Slab Square Koli 6 is a bold, normal width, medium contrast, italic, normal x-height font.
Keywords: headlines, posters, sports branding, logotypes, signage, sporty, retro, industrial, assertive, rugged, impact, motion, branding, retro flavor, slab serif, oblique, bracketless, square joints, ink-trap feel.
A heavy, oblique slab-serif design with square, mostly unbracketed serifs and flattened terminals that create a strong, blocky silhouette. Strokes are robust and fairly uniform, with crisp corners and occasional notch-like cut-ins that give an ink-trap/engraved impression. Counters are compact and the curves are squared-off rather than fully round, producing a rhythmic, mechanical texture in text. Numerals and capitals share the same wide-shouldered, forward-leaning stance, while lowercase forms keep a sturdy, compact construction that stays cohesive in bold settings.

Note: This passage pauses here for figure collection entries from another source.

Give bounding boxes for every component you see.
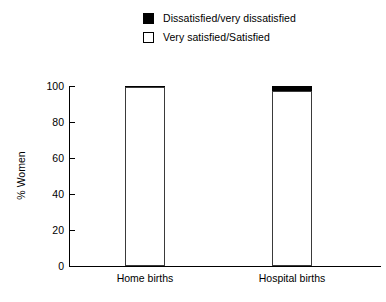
x-category-label-hospital-births: Hospital births bbox=[232, 272, 352, 284]
y-tick-label-80: 80 bbox=[36, 117, 64, 128]
y-tick-label-60: 60 bbox=[36, 153, 64, 164]
y-tick-80 bbox=[69, 122, 75, 123]
y-tick-label-60-wrap: 60 bbox=[36, 153, 64, 164]
bar-home-births bbox=[125, 86, 165, 267]
y-tick-label-100-wrap: 100 bbox=[36, 81, 64, 92]
y-tick-label-20: 20 bbox=[36, 225, 64, 236]
y-tick-20 bbox=[69, 230, 75, 231]
y-tick-label-0: 0 bbox=[36, 261, 64, 272]
y-tick-label-80-wrap: 80 bbox=[36, 117, 64, 128]
y-tick-label-100: 100 bbox=[36, 81, 64, 92]
bar-hospital-births-satisfied-segment bbox=[272, 91, 312, 266]
y-tick-label-0-wrap: 0 bbox=[36, 261, 64, 272]
y-tick-60 bbox=[69, 158, 75, 159]
y-axis-title: % Women bbox=[16, 141, 27, 211]
y-tick-40 bbox=[69, 194, 75, 195]
y-tick-label-40: 40 bbox=[36, 189, 64, 200]
y-tick-100 bbox=[69, 86, 75, 87]
y-axis-line bbox=[69, 86, 70, 267]
bar-home-births-satisfied-segment bbox=[125, 87, 165, 266]
plot-area: % Women 0 20 40 60 80 100 bbox=[0, 0, 386, 302]
chart-figure: Dissatisfied/very dissatisfied Very sati… bbox=[0, 0, 386, 302]
y-tick-0 bbox=[69, 266, 75, 267]
y-tick-label-20-wrap: 20 bbox=[36, 225, 64, 236]
bar-hospital-births bbox=[272, 86, 312, 267]
x-category-label-home-births: Home births bbox=[85, 272, 205, 284]
x-axis-line bbox=[69, 266, 381, 267]
y-tick-label-40-wrap: 40 bbox=[36, 189, 64, 200]
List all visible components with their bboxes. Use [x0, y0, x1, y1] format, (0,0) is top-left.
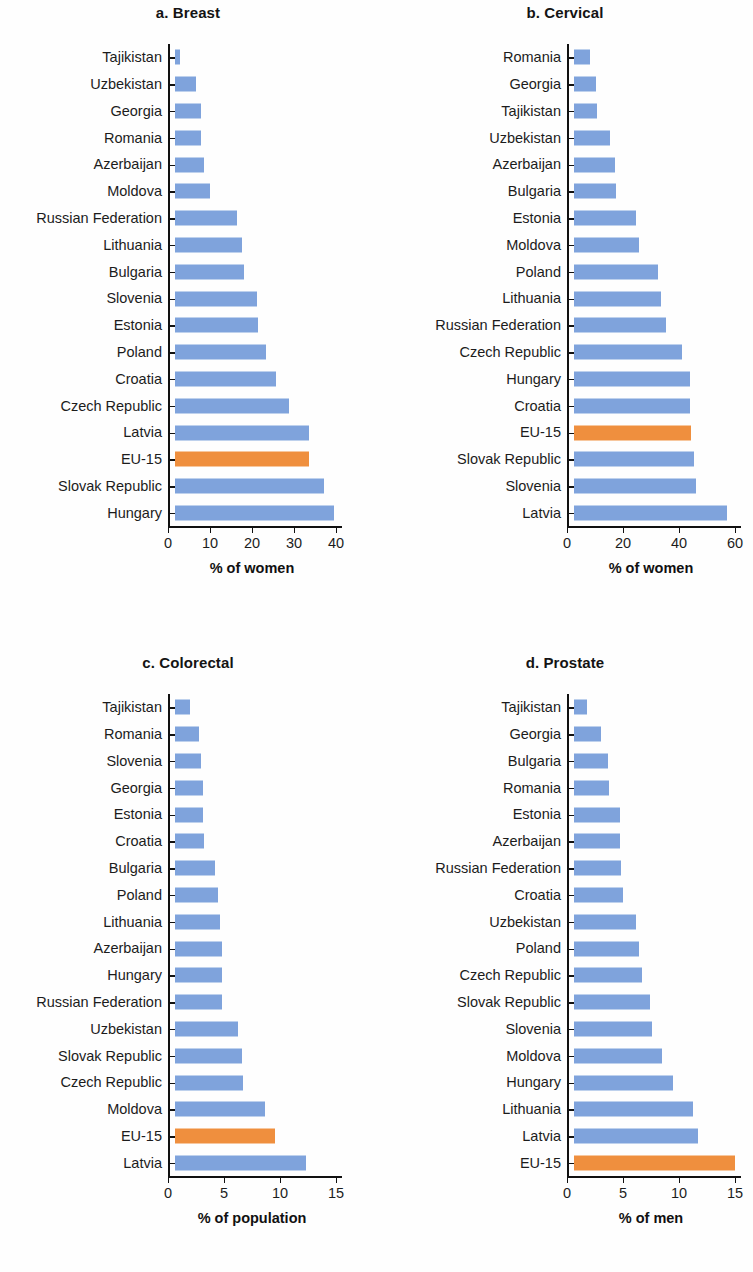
category-label: Latvia — [14, 1156, 169, 1171]
bar-highlight — [574, 1155, 735, 1170]
bar-row: Bulgaria — [14, 855, 175, 882]
panel-cervical: b. Cervical RomaniaGeorgiaTajikistanUzbe… — [377, 0, 753, 620]
bar — [574, 753, 608, 768]
bar — [175, 914, 220, 929]
bar-row: Estonia — [14, 801, 175, 828]
panel-title-breast: a. Breast — [0, 4, 432, 21]
x-axis-line — [168, 1176, 342, 1178]
bar-row: Croatia — [14, 828, 175, 855]
bar — [175, 371, 276, 386]
bar-row: Lithuania — [413, 1096, 574, 1123]
bar-row: EU-15 — [14, 1123, 175, 1150]
x-axis-tick-label: 15 — [727, 1185, 743, 1201]
category-label: Moldova — [413, 238, 568, 253]
bar-row: Croatia — [413, 392, 574, 419]
category-label: Slovak Republic — [14, 1049, 169, 1064]
category-label: Poland — [14, 345, 169, 360]
category-label: Lithuania — [413, 1102, 568, 1117]
bar-row: Poland — [413, 258, 574, 285]
category-label: Croatia — [413, 888, 568, 903]
bar-row: Uzbekistan — [413, 908, 574, 935]
category-label: Russian Federation — [413, 318, 568, 333]
bar-row: Poland — [413, 935, 574, 962]
x-axis-tick-label: 0 — [563, 1185, 571, 1201]
bar — [175, 753, 201, 768]
bar — [175, 425, 309, 440]
bar-row: Georgia — [413, 721, 574, 748]
bar-highlight — [175, 452, 309, 467]
category-label: Lithuania — [14, 238, 169, 253]
bar-row: Russian Federation — [14, 205, 175, 232]
bar-row: Bulgaria — [413, 178, 574, 205]
category-label: Estonia — [14, 318, 169, 333]
bar — [574, 318, 666, 333]
x-axis-line — [567, 1176, 741, 1178]
bar-row: Uzbekistan — [14, 71, 175, 98]
bar-highlight — [574, 425, 691, 440]
x-axis-tick — [735, 526, 736, 533]
category-label: Tajikistan — [413, 104, 568, 119]
category-label: Bulgaria — [413, 184, 568, 199]
x-axis-tick — [679, 1176, 680, 1183]
x-axis-tick — [623, 1176, 624, 1183]
x-axis-tick-label: 40 — [671, 535, 687, 551]
bar-row: EU-15 — [413, 1150, 574, 1177]
category-label: Slovenia — [14, 754, 169, 769]
bar — [175, 887, 218, 902]
x-axis-tick-label: 20 — [244, 535, 260, 551]
bar-row: Slovenia — [413, 473, 574, 500]
bar — [175, 318, 258, 333]
plot-area-breast: TajikistanUzbekistanGeorgiaRomaniaAzerba… — [14, 44, 175, 527]
x-axis-tick-label: 0 — [563, 535, 571, 551]
bar-row: Azerbaijan — [413, 151, 574, 178]
y-axis-spine — [567, 694, 569, 1176]
bar-row: Azerbaijan — [413, 828, 574, 855]
x-axis-prostate: 051015% of men — [567, 1176, 574, 1177]
bar-rows-breast: TajikistanUzbekistanGeorgiaRomaniaAzerba… — [14, 44, 175, 526]
bar-rows-colorectal: TajikistanRomaniaSloveniaGeorgiaEstoniaC… — [14, 694, 175, 1176]
x-axis-line — [168, 526, 342, 528]
category-label: Tajikistan — [413, 700, 568, 715]
category-label: Russian Federation — [413, 861, 568, 876]
category-label: Georgia — [413, 727, 568, 742]
bar-row: Latvia — [14, 419, 175, 446]
category-label: Poland — [413, 941, 568, 956]
bar — [574, 914, 636, 929]
bar-row: Estonia — [413, 205, 574, 232]
category-label: EU-15 — [413, 425, 568, 440]
bar-row: Tajikistan — [14, 44, 175, 71]
category-label: EU-15 — [413, 1156, 568, 1171]
bar-row: Tajikistan — [413, 694, 574, 721]
category-label: Poland — [14, 888, 169, 903]
bar-row: Georgia — [413, 71, 574, 98]
bar-row: Uzbekistan — [413, 124, 574, 151]
x-axis-tick — [294, 526, 295, 533]
bar-row: Estonia — [413, 801, 574, 828]
bar-row: Romania — [14, 721, 175, 748]
bar-row: Czech Republic — [14, 1069, 175, 1096]
x-axis-tick-label: 5 — [220, 1185, 228, 1201]
category-label: Tajikistan — [14, 700, 169, 715]
x-axis-tick — [210, 526, 211, 533]
x-axis-title: % of women — [609, 560, 694, 576]
bar — [175, 345, 266, 360]
x-axis-tick-label: 30 — [286, 535, 302, 551]
bar-row: Czech Republic — [14, 392, 175, 419]
bar-highlight — [175, 1129, 275, 1144]
category-label: Slovenia — [14, 291, 169, 306]
bar — [175, 130, 201, 145]
category-label: EU-15 — [14, 452, 169, 467]
bar — [175, 398, 289, 413]
bar — [574, 968, 642, 983]
category-label: Uzbekistan — [413, 131, 568, 146]
bar-row: EU-15 — [413, 419, 574, 446]
bar — [175, 700, 190, 715]
panel-breast: a. Breast TajikistanUzbekistanGeorgiaRom… — [0, 0, 376, 620]
bar — [175, 807, 203, 822]
bar-row: Tajikistan — [413, 98, 574, 125]
category-label: Hungary — [413, 372, 568, 387]
category-label: Slovenia — [413, 1022, 568, 1037]
y-axis-spine — [168, 694, 170, 1176]
bar — [175, 157, 204, 172]
x-axis-tick — [224, 1176, 225, 1183]
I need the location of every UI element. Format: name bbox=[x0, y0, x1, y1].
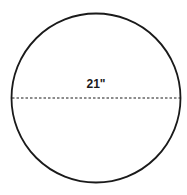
circle-diagram: 21" bbox=[0, 0, 187, 195]
diameter-label: 21" bbox=[86, 77, 105, 91]
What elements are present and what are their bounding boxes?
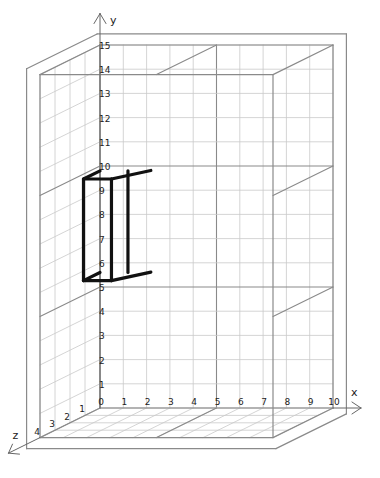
y-tick-label: 4: [99, 307, 105, 317]
z-axis-label: z: [13, 429, 19, 442]
diagram-canvas: 0123456789101234567891011121314151234 x …: [0, 0, 380, 478]
frame-edge: [273, 45, 333, 75]
y-tick-label: 15: [99, 41, 110, 51]
y-tick-label: 14: [99, 65, 111, 75]
bounding-box-frame: [27, 34, 347, 449]
grid-line: [157, 45, 217, 75]
y-tick-label: 2: [99, 356, 105, 366]
y-axis-label: y: [110, 14, 117, 27]
z-arrow-head: [9, 453, 20, 454]
x-tick-label: 0: [98, 397, 104, 407]
y-tick-label: 5: [99, 283, 105, 293]
y-tick-label: 12: [99, 114, 110, 124]
y-tick-label: 11: [99, 138, 110, 148]
y-tick-label: 3: [99, 331, 105, 341]
x-tick-label: 10: [328, 397, 340, 407]
y-tick-label: 7: [99, 235, 105, 245]
x-tick-label: 4: [191, 397, 197, 407]
y-tick-label: 13: [99, 89, 110, 99]
z-tick-label: 1: [79, 404, 85, 414]
x-tick-label: 1: [121, 397, 127, 407]
object-edge: [111, 170, 150, 179]
x-tick-label: 3: [168, 397, 174, 407]
y-tick-label: 9: [99, 186, 105, 196]
z-tick-label: 4: [34, 427, 40, 437]
y-arrow-head: [94, 14, 100, 24]
x-tick-label: 7: [261, 397, 267, 407]
y-tick-label: 8: [99, 210, 105, 220]
grid-line: [273, 166, 333, 196]
x-tick-label: 5: [215, 397, 221, 407]
z-tick-label: 3: [49, 419, 55, 429]
object-edge: [111, 272, 150, 281]
y-tick-label: 1: [99, 380, 105, 390]
y-tick-label: 6: [99, 259, 105, 269]
x-arrow-head: [352, 408, 361, 414]
black-frame-object: [84, 170, 151, 280]
grid-line: [273, 287, 333, 317]
z-tick-label: 2: [64, 412, 70, 422]
x-tick-label: 9: [308, 397, 314, 407]
3d-grid-diagram: 0123456789101234567891011121314151234 x …: [0, 0, 380, 478]
x-arrow-head: [352, 402, 361, 408]
x-tick-label: 2: [145, 397, 151, 407]
x-axis-label: x: [351, 386, 358, 399]
y-arrow-head: [100, 14, 106, 24]
x-tick-label: 6: [238, 397, 244, 407]
x-tick-label: 8: [285, 397, 291, 407]
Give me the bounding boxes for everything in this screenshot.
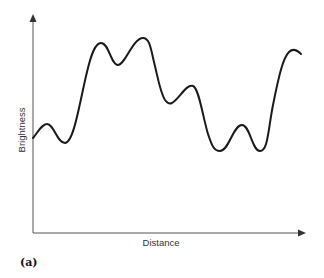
y-axis-label: Brightness bbox=[16, 107, 27, 152]
x-axis bbox=[33, 230, 306, 237]
brightness-distance-figure: Brightness Distance (a) bbox=[0, 0, 324, 278]
panel-label: (a) bbox=[20, 256, 38, 269]
x-axis-arrow-icon bbox=[298, 230, 306, 237]
y-axis-arrow-icon bbox=[30, 14, 37, 22]
brightness-curve bbox=[33, 38, 301, 151]
y-axis bbox=[30, 14, 37, 233]
x-axis-label: Distance bbox=[143, 237, 180, 248]
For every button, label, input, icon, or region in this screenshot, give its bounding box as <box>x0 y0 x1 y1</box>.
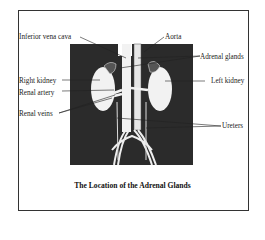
label-renal-artery: Renal artery <box>19 89 55 97</box>
label-inferior-vena-cava: Inferior vena cava <box>19 33 72 41</box>
left-kidney-shape <box>148 67 172 111</box>
label-adrenal-glands: Adrenal glands <box>200 53 244 61</box>
label-left-kidney: Left kidney <box>211 77 245 85</box>
label-right-kidney: Right kidney <box>19 77 57 85</box>
label-aorta: Aorta <box>165 33 182 41</box>
aorta-shape <box>134 44 141 130</box>
label-ureters: Ureters <box>222 122 243 130</box>
label-renal-veins: Renal veins <box>19 110 53 118</box>
figure-caption: The Location of the Adrenal Glands <box>0 181 265 190</box>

Best suited for headlines, posters, and identity work where a bold, energetic voice is needed. It works well for sports branding, product marks, and storefront or wayfinding-style signage, especially when you want a vintage, industrial punch. For extended text, it’s more effective in short bursts—taglines, callouts, and emphasis—than in long reading blocks.
The overall tone is forceful and energetic, with a distinct retro-industrial flavor. Its forward slant and chunky slabs evoke vintage athletic lettering and hard-working signage, reading as confident, loud, and built for impact rather than delicacy.
The design appears intended to deliver high-impact, slanted slab-serif display typography that feels sturdy and dynamic. Its square terminals and notch details suggest a goal of maximizing presence and recognizability, drawing on retro athletic and industrial sign aesthetics while staying tightly structured across cases and numerals.
The design’s strong horizontals and squared curves make it hold together well at display sizes, while the heavy weight and tight interior spaces can make longer passages feel dense. The distinctive notches and flat-ended slabs become a key identifying feature, especially in letters with diagonals and joins.